There is plenty answers and tutorials using InsertHelper to do fast bulk insert in SQLiteDatabase.
But InsertHelper is deprecated as of API 17.
What is now the fastest method to bulk insert large sets of data in Android SQLite ?
So far my greatest concern is that SQLiteStatement is not very comfortable to work with, where InsertHelper had binding columns and binding values, which was kind of trivial.
SQLiteStatement has also binding methods, it extends SQLiteProgram.
Just run it in transaction:
final SQLiteDatabase db = mOpenHelper.getWritableDatabase();
final SQLiteStatement statement = db.compileStatement(INSERT_QUERY);
db.beginTransaction();
try {
for(MyBean bean : list){
statement.clearBindings();
statement.bindString(1, bean.getName());
// rest of bindings
statement.execute(); //or executeInsert() if id is needed
}
db.setTransactionSuccessful();
} finally {
db.endTransaction();
}
EDIT
I can't find nice solution in SQLiteQueryBuilder but it's as simple as:
final static String INSERT_QUERY = createInsert(DbSchema.TABLE_NAME, new String[]{DbSchema.NAME, DbSchema.TITLE, DbSchema.PHONE});
static public String createInsert(final String tableName, final String[] columnNames) {
if (tableName == null || columnNames == null || columnNames.length == 0) {
throw new IllegalArgumentException();
}
final StringBuilder s = new StringBuilder();
s.append("INSERT INTO ").append(tableName).append(" (");
for (String column : columnNames) {
s.append(column).append(" ,");
}
int length = s.length();
s.delete(length - 2, length);
s.append(") VALUES( ");
for (int i = 0; i < columnNames.length; i++) {
s.append(" ? ,");
}
length = s.length();
s.delete(length - 2, length);
s.append(")");
return s.toString();
}
I recommend you take a look at google IO app especially the provider, this is how google developers do this, so you can be sure that this is the proper way.
I was facing the same issue and could not find how SQLiteStatement could easily replace DatabaseUtils.InsertHelper as you need to build the SQL query by hand.
I ended up using SQLiteDatabase.insertOrThrow which can easily replace existing code. I only had to add sometimes a null column hack to handle cases where I insert empty ContentValues.
Yes the statement is not compiled to be reused later but building a INSERT query by hand and binding all the parameters is too much pain. I would be interested to know how much this impact performance for large bulk insert data set (InsertHelper is only deprecated) in case you modify your code.
I just made a backup of the default class keeping only the code related to InsertHelper, check out this gist.
I'm pretty sure this was deprecated to clean up the SDK utils classes. What's left with my class is only using non deprecated stuff.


## Required action
Your task is to copy the stretch of lines in the records below that begins with the line containing "You are a GUI" and ends with the line containing "This screenshot has height=334, width=717.", exactly as written, with nothing added.

## Data extracts
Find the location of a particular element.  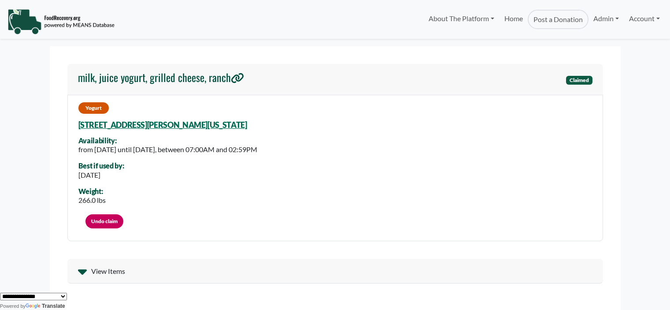

span: Yogurt is located at coordinates (93, 108).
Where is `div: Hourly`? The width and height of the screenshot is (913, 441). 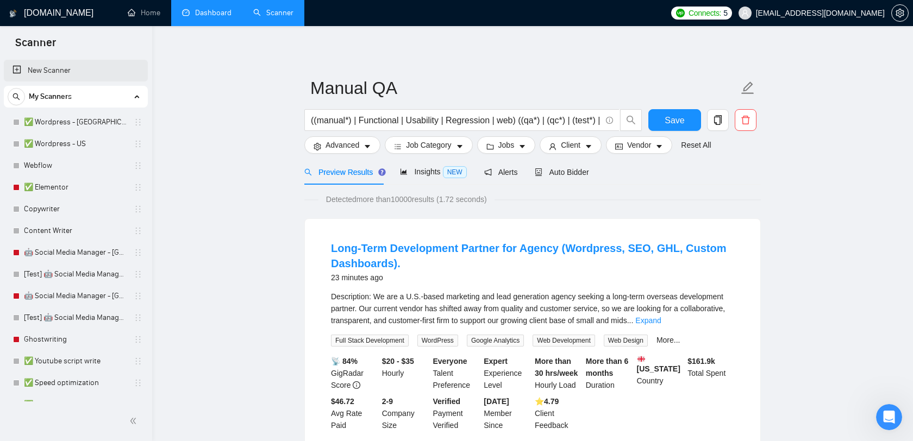 div: Hourly is located at coordinates (406, 373).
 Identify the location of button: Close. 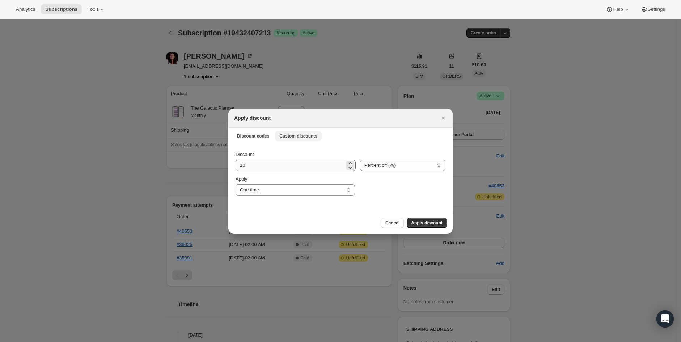
(443, 118).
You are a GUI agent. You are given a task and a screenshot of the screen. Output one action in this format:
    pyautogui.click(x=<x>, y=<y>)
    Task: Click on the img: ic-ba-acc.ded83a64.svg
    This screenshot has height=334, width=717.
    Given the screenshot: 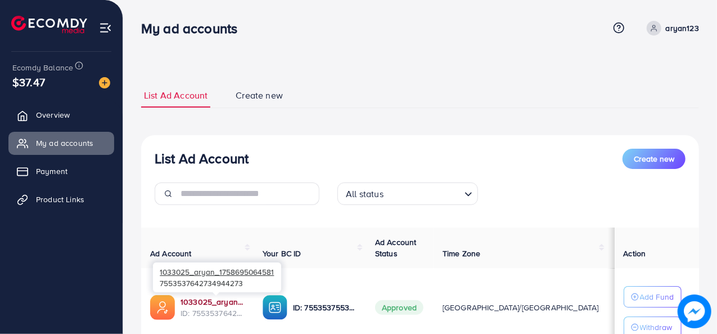 What is the action you would take?
    pyautogui.click(x=275, y=307)
    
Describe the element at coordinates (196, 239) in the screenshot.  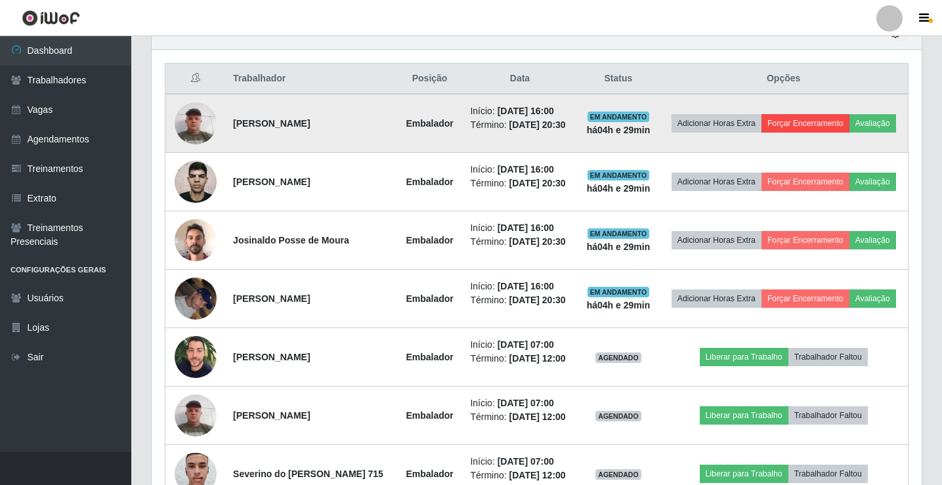
I see `img: 1749319622853.jpeg` at that location.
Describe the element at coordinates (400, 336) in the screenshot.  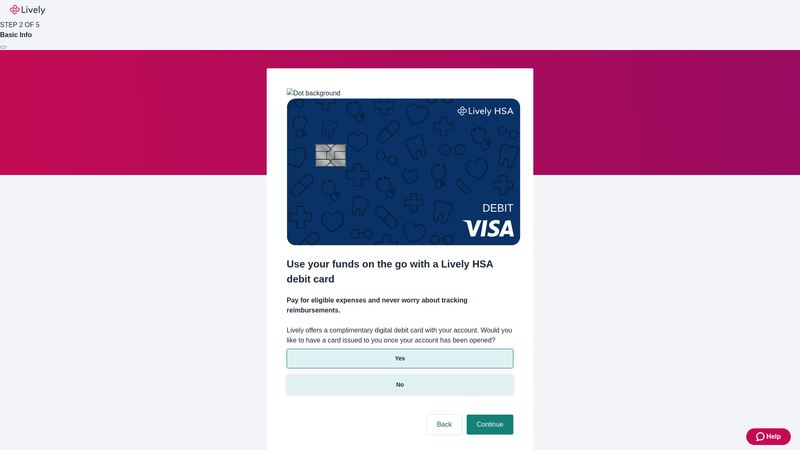
I see `label: Lively offers a complimentary digital debit card with your account. Would you like to have a card...` at that location.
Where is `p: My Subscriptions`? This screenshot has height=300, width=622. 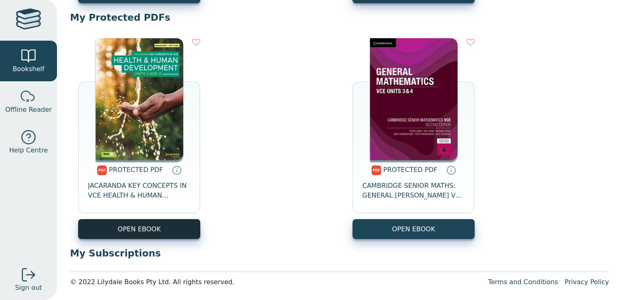
p: My Subscriptions is located at coordinates (339, 253).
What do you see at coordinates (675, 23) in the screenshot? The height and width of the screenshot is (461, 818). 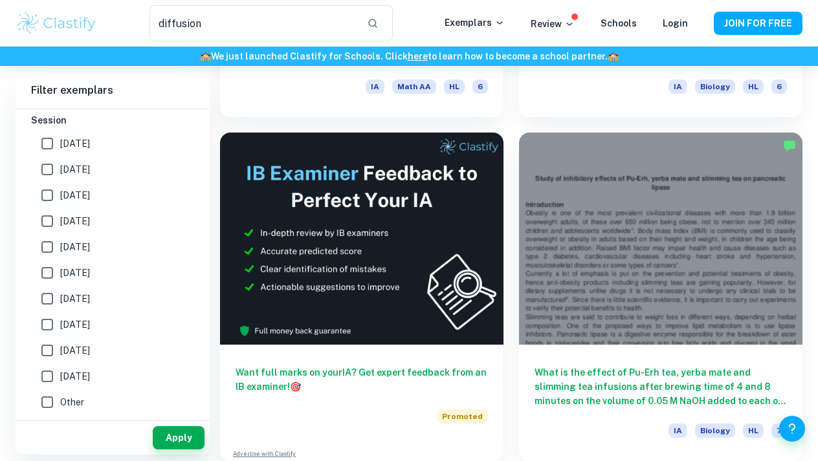 I see `a: Login` at bounding box center [675, 23].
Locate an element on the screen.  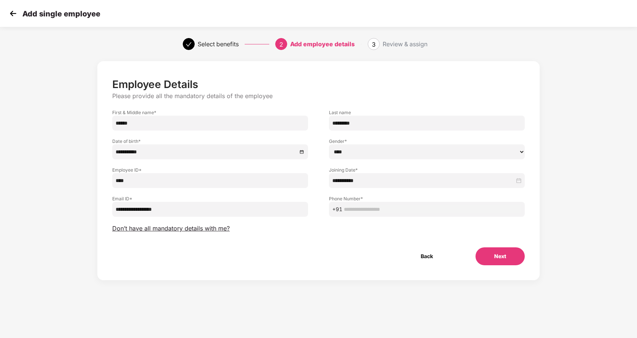
span: Don’t have all mandatory details with me? is located at coordinates (171, 228).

## Answer to this exercise
You are a GUI agent. You are given a task and a screenshot of the screen. Output one action in this format:
    pyautogui.click(x=<x>, y=<y>)
    Task: Click on the img: ic-ba-acc.ded83a64.svg
    This screenshot has height=334, width=717.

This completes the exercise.